2.  **Write** findings to `findings.md` (2-Action Rule).
3.  **Update** `task_plan.md` if the plan changes based on findings.
4.  **Act** (Write code, run command).
5.  **Verify** result.
6.  **Log** outcome to `progress.md` or `task_plan.md`.

## 4. When to Use
- **USE FOR**: Multi-step tasks, Debugging complex bugs, Feature implementation, Refactoring.
- **SKIP FOR**: Trivial one-shot questions (e.g., "What time is it?", "Fix this typo on line 10").

## 5. Anti-Patterns (What NOT to do)
- **Storing everything in RAM**: Relying on your context window to remember what you read 10 turns ago.
- **"I'll remember that"**: You won't. Write it down.
- **Looping on Errors**: Retrying the same failing command 5 times hoping it works. (Use 3-Strike Protocol).

Overview

This skill enforces a disk-first context management pattern for AI agents to prevent hallucinations and preserve long-term coherence. It requires creating and maintaining a small set of plain-text planning files (task_plan.md, findings.md, progress.md) so important state is never only in volatile memory. The approach is lightweight, deterministic, and suited to multi-step engineering or research workflows.

How this skill works

The skill makes the filesystem the authoritative memory store: anything important must be written to disk immediately. It prescribes a planning-first loop: create or read task_plan.md, capture discoveries to findings.md after every two external reads/actions, execute steps, then record outcomes and errors to task_plan.md or progress.md. A 3-strike error protocol forces diagnosis, alternative approaches, and escalation to the user after repeated failures.

When to use it

  • Multi-step engineering tasks like feature development, refactors, or migrations
  • Complex debugging where findings and hypotheses must be preserved
  • Long-running research or design investigations that exceed the agent's context window
  • Agentic workflows that coordinate multiple tools, files, or subprocesses
  • Avoid for single-shot trivial tasks or simple lookups

Best practices

  • Always create or read task_plan.md before making architecture or deletion decisions
  • After every two reads/browse/search actions, append key notes to findings.md
  • Mark completed items and log errors in task_plan.md immediately after actions
  • Follow the 3-strike protocol: diagnose, try alternative, then rethink before escalating
  • Keep findings concise: summaries, code snippets, causes, and decisive conclusions

Example use cases

  • Implementing a new feature across multiple files while tracking design decisions in task_plan.md
  • Debugging an intermittent test failure and recording reproduction steps and fixes in findings.md
  • Refactoring a module: plan steps, note code smells and partial results, and log progress
  • Researching API behavior: store relevant snippets and links in findings.md to avoid re-fetching
  • Coordinating chained tool actions (build, test, deploy) with progress.md timestamps and outcomes

FAQ

What if I forget to write to disk after two actions?

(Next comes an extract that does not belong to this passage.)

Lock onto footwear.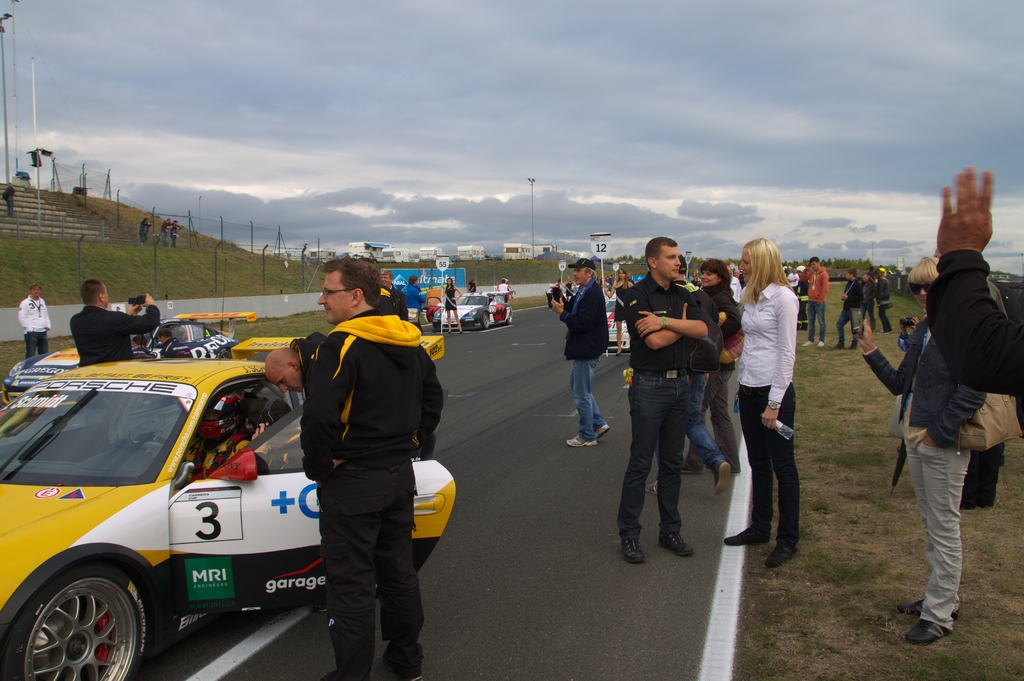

Treat it as a learning event: pause, summarize recent findings into findings.md immediately, and continue. The rule exists to avoid context loss.

When should I update task_plan.md versus progress.md?

Use task_plan.md for strategy, objectives, and error logs. Use progress.md as an optional chronological journal of commands, timestamps, and test outputs when you need detailed step-by-step history.